The Dominican Republic expelled at least 244 Haitians after an elderly Dominican couple was slain in an apparent burglary near the border between the two countries and a mob retaliated by killing a Haitian man, two migrant advocates said on Sunday.
The Reverend Antoine Lissaint of Haiti’s Jesuit Refugee and Migrant Organization said that a group of Dominicans killed the man because they blamed people of Haitian descent for the fatal stabbing of the couple.
Dominican police issued a statement saying Jose Mendez Diaz and Luja Encarnacion Diaz, both 70, were killed during an apparent home burglary in which the killers got away with two sacks of coffee. Detectives found a knife and stick at the scene.
There was no comment from the Dominican government.
A group of Haitians who had been living in the southwestern Dominican town of Neiba for the past several years sought refuge at a police station because they feared further reprisals, Lissaint said. Police handed the group over to soldiers, who drove them to the border and expelled them to Haiti on Saturday.
Migrant advocates said some of the people sent out of the Dominican Republic were eager to leave because they feared there would be more mob violence.

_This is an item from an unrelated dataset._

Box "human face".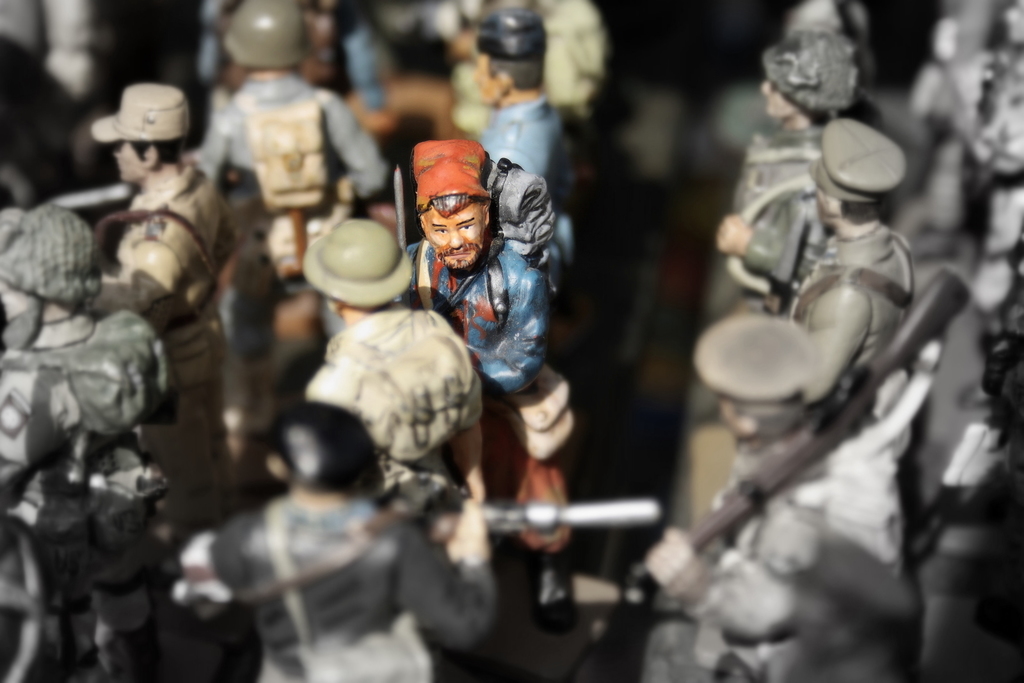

Haiti and the Dominican Republic have a long history of acrimony as neighbors on the Caribbean island of Hispaniola. However, relations between the two have worsened since a Dominican court decision in September threatened to revoke citizenship for residents of the Dominican Republic of Haitian descent.
Jean-Baptiste Azolin, deputy coordinator for the Support Group for Repatriates and Refugees, said not all the people who were repatriated were picked up at the police station.
“Some of them were caught in the streets, with their children, and were sent to Haiti like that, without anything,” he said.
Workers for the Haitian government’s National Office of Migration greeted the expelled Haitians and others of Haitian descent, many of them mothers with their children, including a three-day-old boy. They were taken to a shelter north of the capital, Port-au-Prince, where they received food. They were also each given the equivalent of US$22 to help them return to their former Haitian towns.
“Some people have their children in the Dominican Republic, and they don’t know where they are,” said Fritz Jimani, one of the deported people.
Azolin, who was at the shelter, said the actual number of people who were deported, and were eager to leave the Dominican Republic because of fears of mob violence, could be more than the 244 initially reported. He said 252 people had showed up at the shelter claiming to be among those expelled, and there was a report that a Dominican bus carrying 75 more deportees was en route to the border.
The Haitian government objected to the deportation.
“We have taken certain measures to welcome these people, and we disapprove of the way this repatriation was done,” Salim Succar, an adviser to Haitian Prime Minister Laurent Lamothe, said in an e-mail.
Human rights advocates say the Dominican citizenship ruling could disenfranchise more than 200,000 people, many of whom have lived there for years or decades, stripping them of the documents they need to work and attend school and denying them passports needed to travel overseas.
The Dominican government announced on Friday last week that it has developed a plan to resolve the legal status of people who could lose their citizenship because of the ruling. Details are to be released once a decree is signed and takes effect in the coming days.